Go Project Makefile with Version Injection

Build a Makefile for Go projects with build, test, lint, version injection via ldflags, cross-compilation, and Docker integration targets.

Language-Specific

Detailed Explanation

Go Project Build Automation

While Go has built-in build tools, a Makefile adds value by standardizing common operations, injecting version information at build time, and providing cross-compilation targets.

Version Injection with ldflags

VERSION := $(shell git describe --tags --always --dirty)
BUILD_TIME := $(shell date -u '+%Y-%m-%d_%H:%M:%S')
LDFLAGS := -ldflags "-X main.version=$(VERSION) -X main.buildTime=$(BUILD_TIME)"

The := operator evaluates the shell commands immediately at parse time. The -ldflags -X flag injects string values into Go variables at link time, embedding version and build information without modifying source code.

Build and Test Targets

.PHONY: build test lint vet

build:
	go build $(LDFLAGS) -o bin/$(BINARY_NAME) ./cmd/...

test:
	go test -v -race -coverprofile=coverage.out ./...

lint:
	golangci-lint run ./...

vet:
	go vet ./...

The -race flag enables the race detector during testing.
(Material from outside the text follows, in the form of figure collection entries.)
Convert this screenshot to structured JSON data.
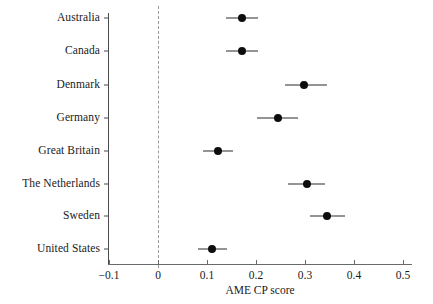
{
  "chart_data": {
    "type": "scatter",
    "chart_subtype": "forest-plot",
    "title": "",
    "xlabel": "AME CP score",
    "ylabel": "",
    "xlim": [
      -0.1,
      0.5
    ],
    "ylim": [
      0,
      8
    ],
    "grid": false,
    "legend": null,
    "reference_line": {
      "x": 0,
      "style": "dashed",
      "color": "#9a9a9a"
    },
    "xticks": [
      -0.1,
      0,
      0.1,
      0.2,
      0.3,
      0.4,
      0.5
    ],
    "xticklabels": [
      "−0.1",
      "0",
      "0.1",
      "0.2",
      "0.3",
      "0.4",
      "0.5"
    ],
    "categories": [
      "Australia",
      "Canada",
      "Denmark",
      "Germany",
      "Great Britain",
      "The Netherlands",
      "Sweden",
      "United States"
    ],
    "values": [
      0.171,
      0.171,
      0.298,
      0.245,
      0.122,
      0.304,
      0.345,
      0.11
    ],
    "ci_low": [
      0.139,
      0.139,
      0.259,
      0.202,
      0.092,
      0.266,
      0.31,
      0.082
    ],
    "ci_high": [
      0.205,
      0.205,
      0.345,
      0.286,
      0.153,
      0.341,
      0.382,
      0.141
    ],
    "points": [
      {
        "label": "Australia",
        "value": 0.171,
        "ci_low": 0.139,
        "ci_high": 0.205
      },
      {
        "label": "Canada",
        "value": 0.171,
        "ci_low": 0.139,
        "ci_high": 0.205
      },
      {
        "label": "Denmark",
        "value": 0.298,
        "ci_low": 0.259,
        "ci_high": 0.345
      },
      {
        "label": "Germany",
        "value": 0.245,
        "ci_low": 0.202,
        "ci_high": 0.286
      },
      {
        "label": "Great Britain",
        "value": 0.122,
        "ci_low": 0.092,
        "ci_high": 0.153
      },
      {
        "label": "The Netherlands",
        "value": 0.304,
        "ci_low": 0.266,
        "ci_high": 0.341
      },
      {
        "label": "Sweden",
        "value": 0.345,
        "ci_low": 0.31,
        "ci_high": 0.382
      },
      {
        "label": "United States",
        "value": 0.11,
        "ci_low": 0.082,
        "ci_high": 0.141
      }
    ],
    "colors": {
      "marker": "#0d0d0d",
      "error_bar": "#2b2b2b",
      "axis": "#6a6a6a",
      "reference_line": "#9a9a9a",
      "text": "#1a1a1a",
      "background": "#ffffff"
    }
  },
  "layout": {
    "plot_left_px": 108,
    "plot_right_px": 412,
    "x0_px": 158,
    "px_per_unit": 490,
    "axis_y_px": 264,
    "row_y_px": [
      18,
      51,
      85,
      118,
      151,
      184,
      216,
      249
    ],
    "axis_title_y_px": 285,
    "label_right_px": 100,
    "y_axis_x_px": 108
  }
}
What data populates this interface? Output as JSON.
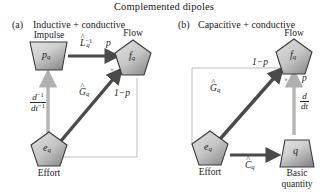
{
  "figure": {
    "title": "Complemented dipoles",
    "panels": [
      {
        "tag": "(a)",
        "subtitle": "Inductive + conductive",
        "nodes": {
          "top_left": {
            "label": "p",
            "subscript": "q",
            "caption": "Impulse",
            "shape": "trapezoid-inverted"
          },
          "top_right": {
            "label": "f",
            "subscript": "q",
            "caption": "Flow",
            "shape": "pentagon"
          },
          "bottom_left": {
            "label": "e",
            "subscript": "q",
            "caption": "Effort",
            "shape": "pentagon"
          }
        },
        "edges": {
          "horizontal_top": {
            "operator": "L",
            "hat": "^",
            "exponent": "-1",
            "subscript": "q",
            "weight": "p"
          },
          "vertical_left": {
            "numerator": "d",
            "num_exp": "-1",
            "denominator": "dt",
            "den_exp": "-1"
          },
          "diagonal": {
            "operator": "G",
            "hat": "^",
            "subscript": "q",
            "weight": "1-p"
          },
          "multiplier_mark": "×"
        }
      },
      {
        "tag": "(b)",
        "subtitle": "Capacitive + conductive",
        "nodes": {
          "top_right": {
            "label": "f",
            "subscript": "q",
            "caption": "Flow",
            "shape": "pentagon"
          },
          "bottom_left": {
            "label": "e",
            "subscript": "q",
            "caption": "Effort",
            "shape": "pentagon"
          },
          "bottom_right": {
            "label": "q",
            "subscript": "",
            "caption": "Basic quantity",
            "caption_line1": "Basic",
            "caption_line2": "quantity",
            "shape": "trapezoid"
          }
        },
        "edges": {
          "horizontal_bottom": {
            "operator": "C",
            "hat": "^",
            "subscript": "q"
          },
          "vertical_right": {
            "numerator": "d",
            "denominator": "dt",
            "weight": "p"
          },
          "diagonal": {
            "operator": "G",
            "hat": "^",
            "subscript": "q",
            "weight": "1-p"
          },
          "multiplier_mark": "×"
        }
      }
    ]
  },
  "colors": {
    "node_fill_light": "#d8d8d8",
    "node_fill_dark": "#8e8e8e",
    "node_stroke": "#3a3a3a",
    "thick_arrow": "#4a4a4a",
    "thin_arrow": "#b5b5b5",
    "thin_line": "#bdbdbd",
    "text": "#1c1c1c",
    "background": "#ffffff"
  }
}
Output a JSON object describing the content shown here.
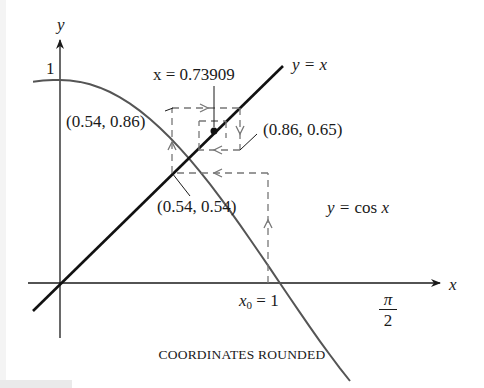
{
  "diagram": {
    "axes": {
      "x_label": "x",
      "y_label": "y",
      "y_tick_label": "1",
      "x_tick_x0_var": "x",
      "x_tick_x0_sub": "0",
      "x_tick_x0_rest": " = 1",
      "x_tick_pi_num": "π",
      "x_tick_pi_den": "2"
    },
    "curves": {
      "cos_label_prefix": "y = ",
      "cos_label_fn": "cos ",
      "cos_label_var": "x",
      "identity_label": "y = x"
    },
    "fixed_point_label": "x = 0.73909",
    "points": [
      {
        "label": "(0.54, 0.86)",
        "x": 0.54,
        "y": 0.86
      },
      {
        "label": "(0.86, 0.65)",
        "x": 0.86,
        "y": 0.65
      },
      {
        "label": "(0.54, 0.54)",
        "x": 0.54,
        "y": 0.54
      }
    ],
    "start_x0": 1,
    "fixed_point": 0.73909,
    "caption": "COORDINATES ROUNDED",
    "colors": {
      "axes": "#1a1a1a",
      "identity_line": "#111111",
      "cos_curve": "#555555",
      "dashed_path": "#777777",
      "text": "#1a1a1a"
    }
  }
}
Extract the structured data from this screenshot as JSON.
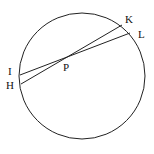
{
  "diagram": {
    "type": "circle-intersecting-chords",
    "circle": {
      "cx": 82,
      "cy": 76,
      "r": 63
    },
    "stroke_color": "#222222",
    "points": {
      "I": {
        "label": "I",
        "x": 20,
        "y": 75
      },
      "H": {
        "label": "H",
        "x": 21,
        "y": 84
      },
      "K": {
        "label": "K",
        "x": 122,
        "y": 25
      },
      "L": {
        "label": "L",
        "x": 130,
        "y": 33
      },
      "P": {
        "label": "P",
        "x": 68,
        "y": 57
      }
    },
    "chords": [
      [
        "I",
        "L"
      ],
      [
        "H",
        "K"
      ]
    ]
  }
}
The ./... pattern tells Go to process all packages recursively.

Cross-Compilation

build-linux:
	GOOS=linux GOARCH=amd64 go build $(LDFLAGS) -o bin/$(BINARY_NAME)-linux-amd64 ./cmd/...

build-darwin:
	GOOS=darwin GOARCH=arm64 go build $(LDFLAGS) -o bin/$(BINARY_NAME)-darwin-arm64 ./cmd/...

build-all: build-linux build-darwin

Go's cross-compilation is controlled by GOOS and GOARCH environment variables, making it trivial to produce binaries for multiple platforms from a single Makefile.

Best Practices

  • Use go mod tidy as a target to keep dependencies clean
  • Include a generate target for go generate ./... if using code generation
  • Add -trimpath to build flags for reproducible builds
  • Use staticcheck or golangci-lint for comprehensive linting

Use Case

Automating the build, test, and release workflow for a Go microservice or CLI tool where you need version stamping, multi-platform binaries, and consistent CI/CD commands.